Driver Liable to Passenger Ejected from Box of Truck
(Update November 2, 2011 - Note the below case was modified by the BC Court of Appeal with a finding that the motorist should be 100% at fault due to the absence of any evidence of contributory negligence)
Reasons for judgement were released today by the BC Supreme Court, Vernon Registry, discussing the issue of fault when a passenger riding in the box of a truck is ejected and injured.
In today’s case (Vedan v. Stevens) the Defendant driver allowed 4 children sit in the box of his pick-up truck.  The 12 year old Plaintiff was one of these children.  In the course of the trip the defendant ”first became aware of a problem when he heard pounding on the cab of his truck…he stopped the truck and determined that one of the children, the plaintiff, was no longer in the truck box. He looked back and could see the plaintiff lying in the middle of the road“.
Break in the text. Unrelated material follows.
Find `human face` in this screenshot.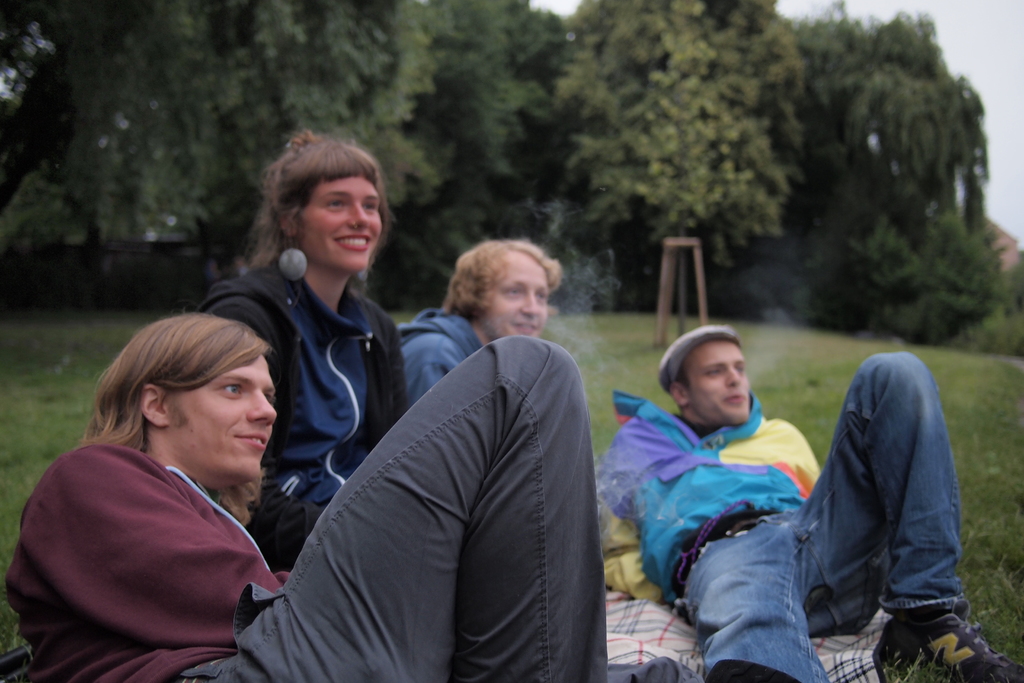
The bounding box for `human face` is l=488, t=254, r=553, b=335.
Madam Justice Beames determined that the Plaintiff rose from a seated position in the course of the trip and then was ejected. Â The court held that both the Plaintiff and the Defendant were at fault with the Defendant shouldering most of the blame. Â Madam Justice Beames provided the following reasons:
[31] There is no question that the defendant was responsible for allowing the plaintiff and the other children to ride in the box of his truck. He did not have to allow the plaintiff to get into the box of the truck, and he had enough seats and seat belts, IÂ find, inside the truck to accommodate all of his passengers, including the plaintiff…
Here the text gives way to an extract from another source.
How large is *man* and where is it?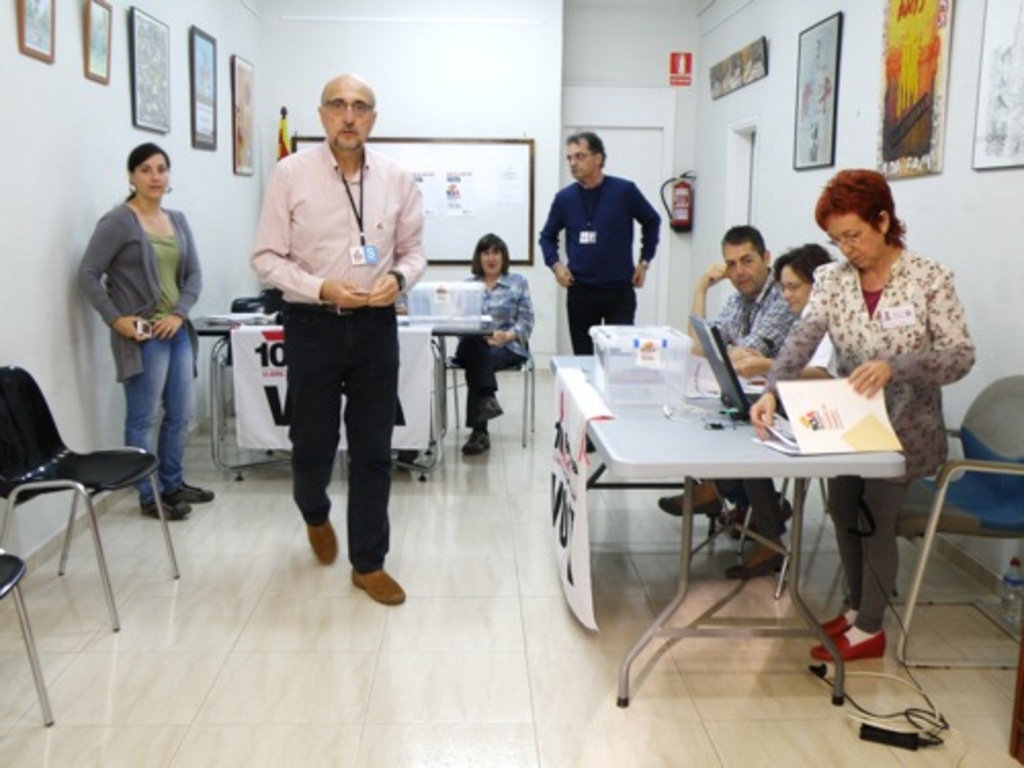
Bounding box: (left=242, top=84, right=420, bottom=604).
[34] I find the defendant owed a duty of care to the plaintiff and that he breached that duty and failed to exercise a standard of care of a reasonable person in the same circumstances. That negligence was clearly causally connected to what happened to the plaintiff. The plaintiff would not have been injured had the defendant not allowed him to ride unrestrained in the box of his truck. It was foreseeable, in my view, that what occurred would or could occur.
[35] I turn now to the issue of contributory negligence on the part of the plaintiff…
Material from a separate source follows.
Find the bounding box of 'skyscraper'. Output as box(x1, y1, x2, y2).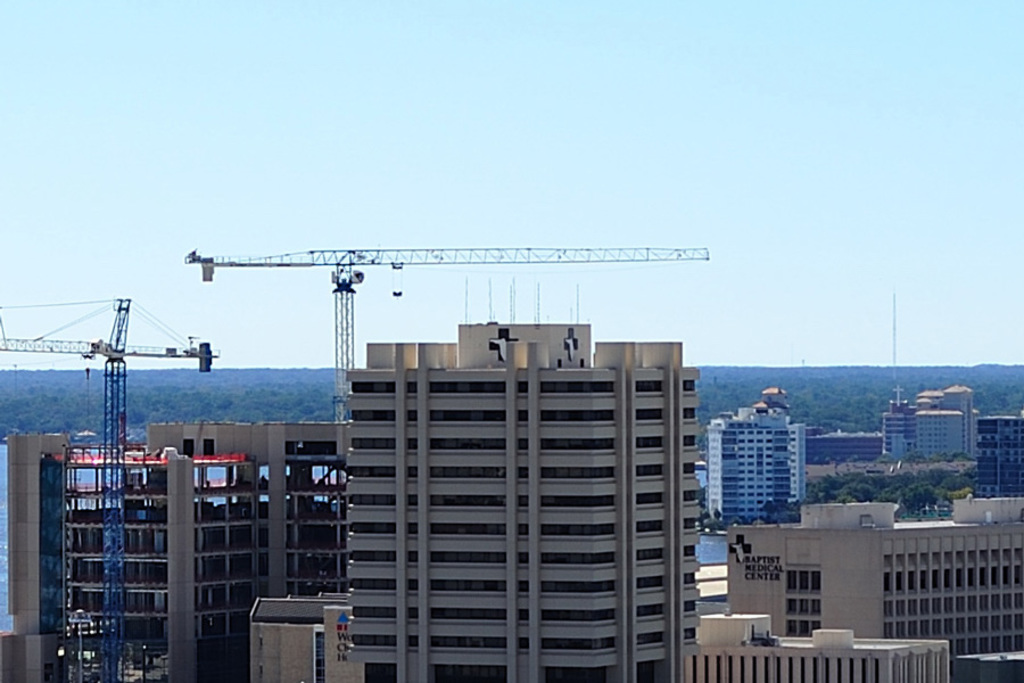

[44] In the circumstances of this case, I would not find that the plaintiff was contributorily negligent simply by riding in the back, or the box, of the truck. He was allowed to be there by an elder from the Sun Dance ceremony which featured community, trust and respect for elders. However, I do find that the plaintiff was, by getting up from a seated position on the floor of the box in a moving truck, negligent in fact.
[45] Consequently, the defendant has proved contributory negligence…
[53] In all of the circumstances of this case, I apportion fault between them as follows: the plaintiff, 25 percent; the defendant, 75 percent.
Tags: bc injury law, Duty of Care, fault, liability, Madam Justice Beames, Riding in Box of Truck, Standard of Care, Vedan v. Stevens

Subscribe to the ICBC Law Blog
Subscribe via Email
Visit my Linked In profile
Follow me on Twitter
Visit my JDSupra profile
Visit my Facebook Business page
Free Video Consultations via SKYPE
Media Requests
Client Satisfaction Survey












This site is created by MacIsaac & Company, a British Columbia Personal Injury Lawfirm. This website is not affiliated in any way with the Insurance Corporation of British Columbia (ICBC).This web site is made possible through funding provided by the British Columbia law firm MacIsaac and Company. bc-injury-law.com is designed to empower individuals to better understand their ICBC Claim and the process involved in dealing with ICBC. This web site is offered for information only and is not claim-specific legal advice. Use of the site and sending or receiving information through it does not establish a solicitor / client relationship. Links to and from this website do not state or imply a relationship between MacIsaac and Company and the linked entity.